Davanloo’s selection criteria emphasize evaluating those ego
functions of primary importance to psychotherapeutic work: the
establishment of a psychotherapeutic focus; the psychodynamic
formulation of the patient’s psychological problems; the ability
to interact emotionally with evaluators; a history of give-and-
take relationships with a significant person in the patient’s life;
the patient’s ability to experience and tolerate anxiety, guilt, and
depression; the patient’s motivations for change, psychological
mindedness, and an ability to respond to interpretation and to
link evaluators with persons in the present and past. Both Malan
and Davanloo emphasized a patient’s responses to interpretation
as an important selection and prognostic criterion.

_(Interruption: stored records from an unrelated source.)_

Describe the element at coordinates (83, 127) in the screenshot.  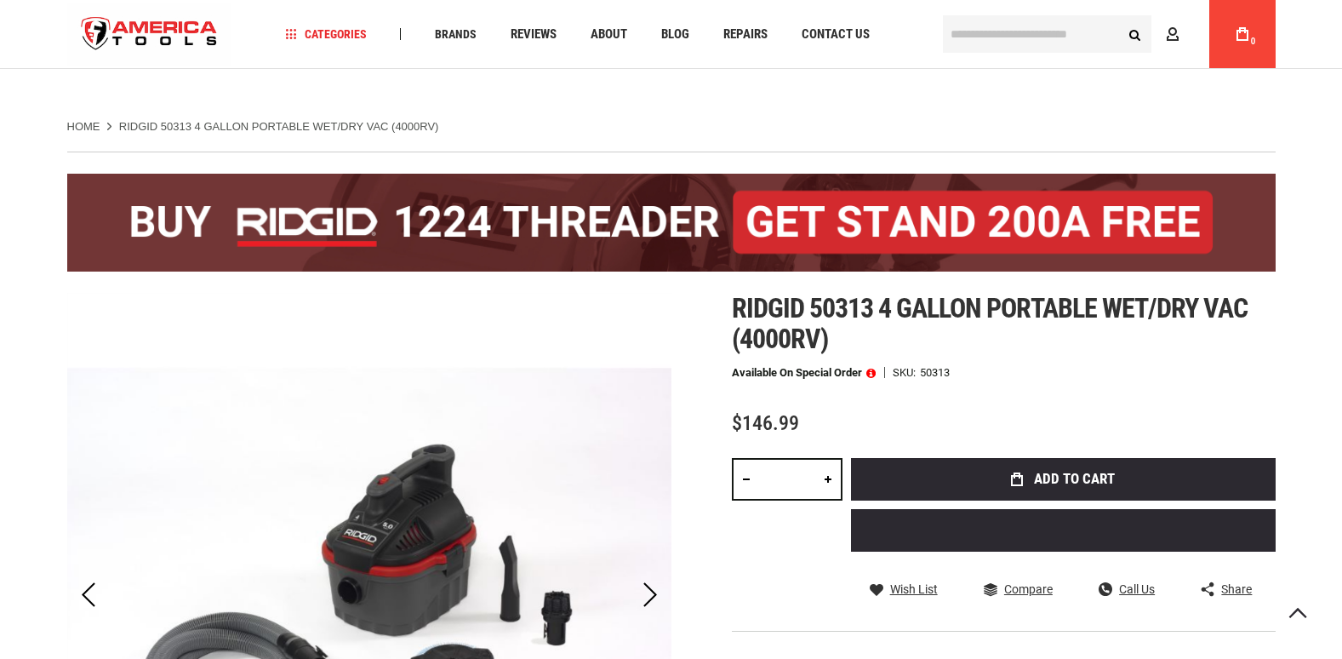
I see `a: Home` at that location.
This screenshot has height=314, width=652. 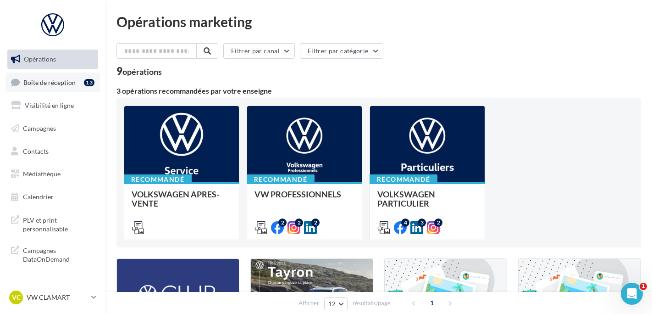 What do you see at coordinates (422, 222) in the screenshot?
I see `div: 3` at bounding box center [422, 222].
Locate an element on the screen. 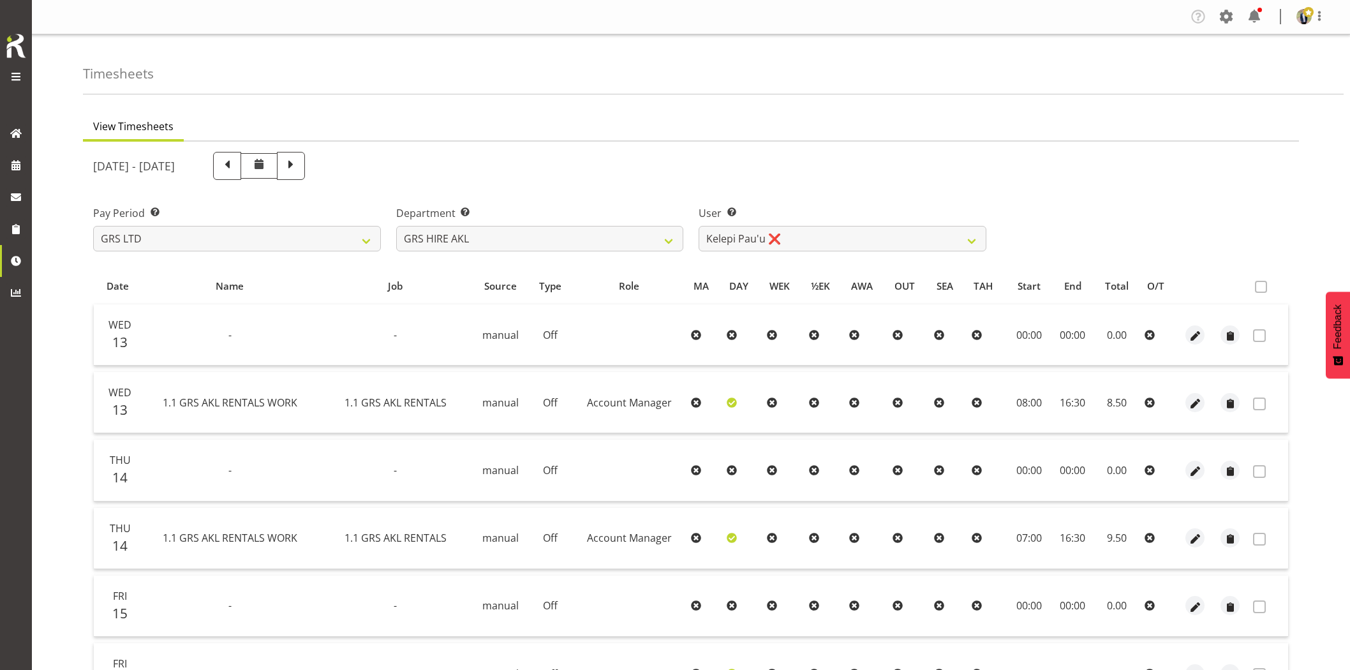 This screenshot has height=670, width=1350. span: O/T is located at coordinates (1156, 286).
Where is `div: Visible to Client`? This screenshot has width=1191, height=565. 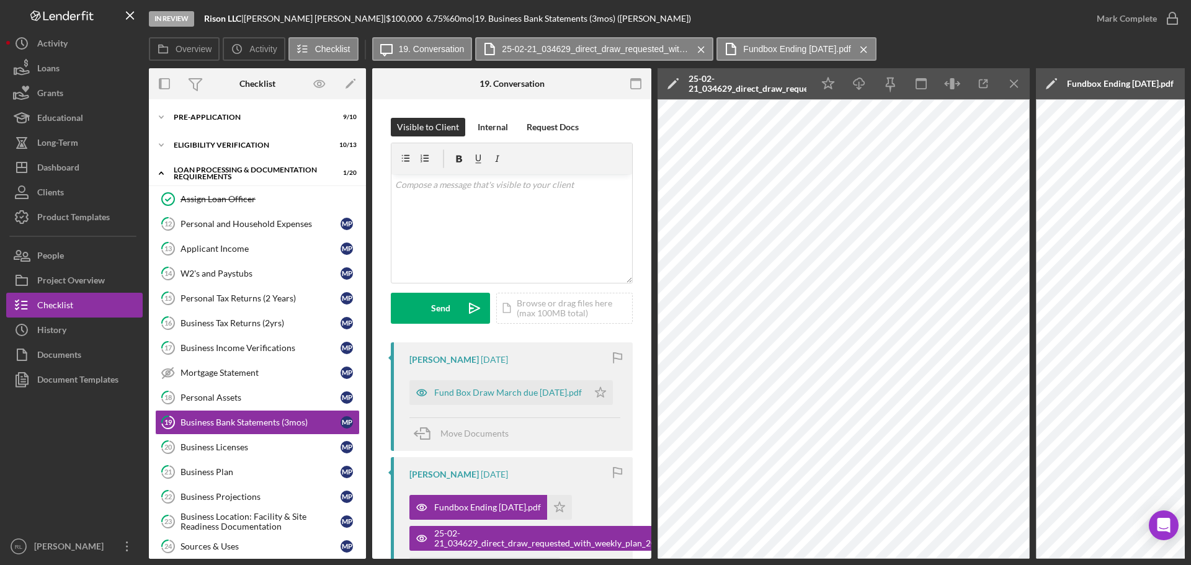
div: Visible to Client is located at coordinates (428, 127).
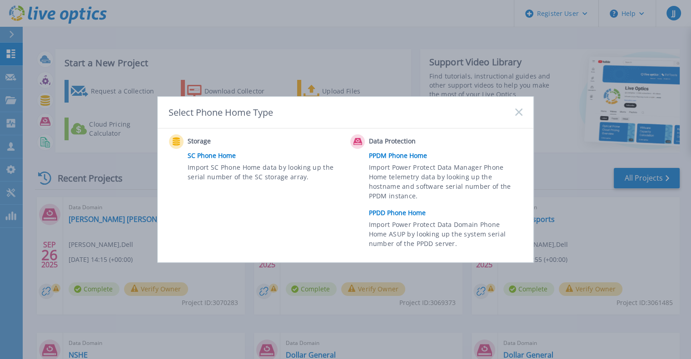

Requirements and Techniques.
The highlights of
Davanloo’s psychotherapeutic approach are flexibility (thera-
pists should adapt the technique to the patient’s needs), control,
the patient’s regressive tendencies, active intervention to avoid
having the patient develop overdependence on a therapist, and
the patient’s intellectual insight and emotional experiences in
the transference. These emotional experiences become correc-
tive as a result of the interpretation.